For Philadelphia he was trying something new: a big choral work with texts by young poets about democracy, Philadelphia’s innovations, its struggles, the gerrymandering that dilutes the political power of black residents, the city’s block party traditions and its sometimes arcane parking rituals. It was to be sung by more than 200 people from several choirs with ties to the city and its surroundings: the Westminster Symphonic Choir, the Keystone State Boychoir and Pennsylvania Girlchoir, and the Sister Cities Girlchoir.

Machover was initially unsure about the cheesesteak.

“In each of these cities, I’ve tried to stay away from the kind of obvious: the bagpipe in Edinburgh or the didgeridoo in Australia,” he said. “But if you find those things with the right angle it’s really important.

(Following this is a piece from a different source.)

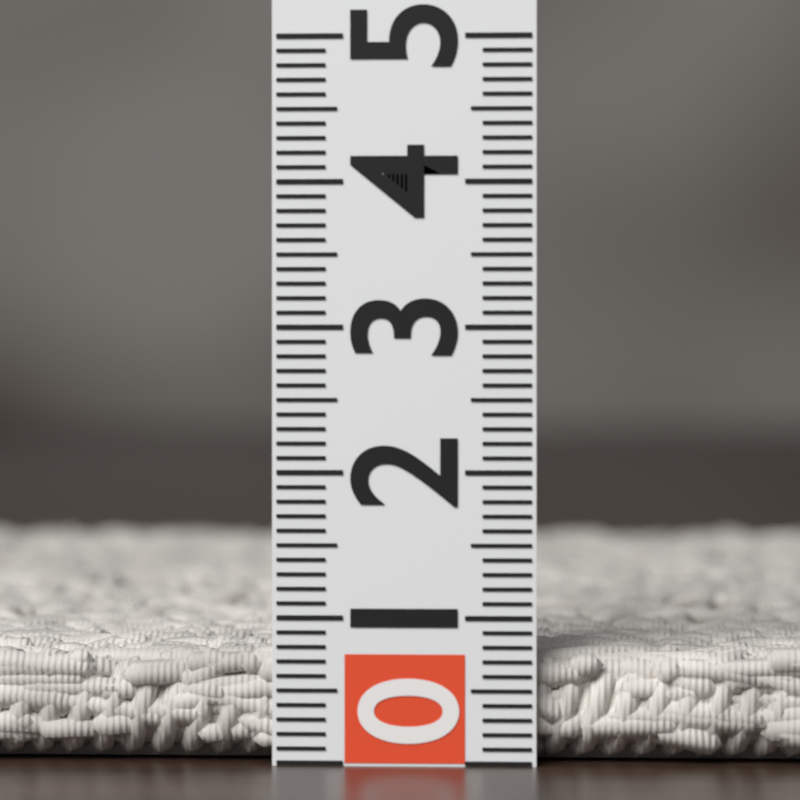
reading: 0.8 (no unit)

So when I went home and actually listened to the cheesesteak recordings, I realized how very beautiful they were.”

He decided to give the sandwich a solo, accompanied by percussion.

Last Wednesday, the night before the premiere, the orchestra and chouses gathered in the Kimmel Center for a rehearsal.

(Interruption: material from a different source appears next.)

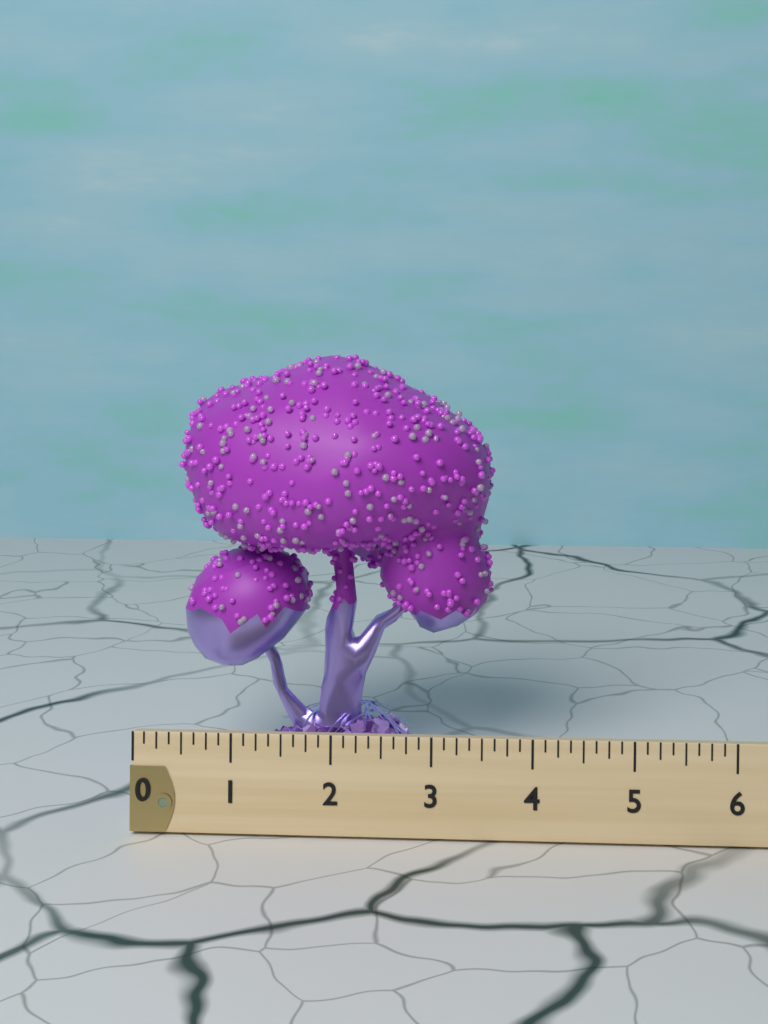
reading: 3.375 (no unit)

“We need to fine-tune a few moments,” Nézet-Séguin told the small invited audience. “The first moment, actually, is about the cheesesteak.”

Machover looked on from the seats, surrounded by graduate students from the MIT Media Lab who helped bring the piece to life. His edited recording began to play, and a few musicians from the orchestra slowly added textures that mimicked the sounds of Pat’s — with metallic percussion instruments evoking clanking spatulas and a rain stick suggesting the sizzling steak.

Finally, it was time for the premiere Thursday. The audience listened attentively as the choirs evoked more than two centuries of their city’s history and struggles. Midway through the piece, the performers grew quiet. A set of 40 loudspeakers brought in for the piece played the final moment of the Philadelphia Eagles’ Super Bowl victory in February. A few members of the audience cheered.

Then the listeners grew silent as a mysterious new sound began to unfurl. As it grew clearer, there were murmurs of recognition and then a few chuckles. The cheesesteak was a hit.

Event Information:

‘Philadelphia Orchestra’

Tuesday at Carnegie Hall; 212-247-7800, carnegiehall.org.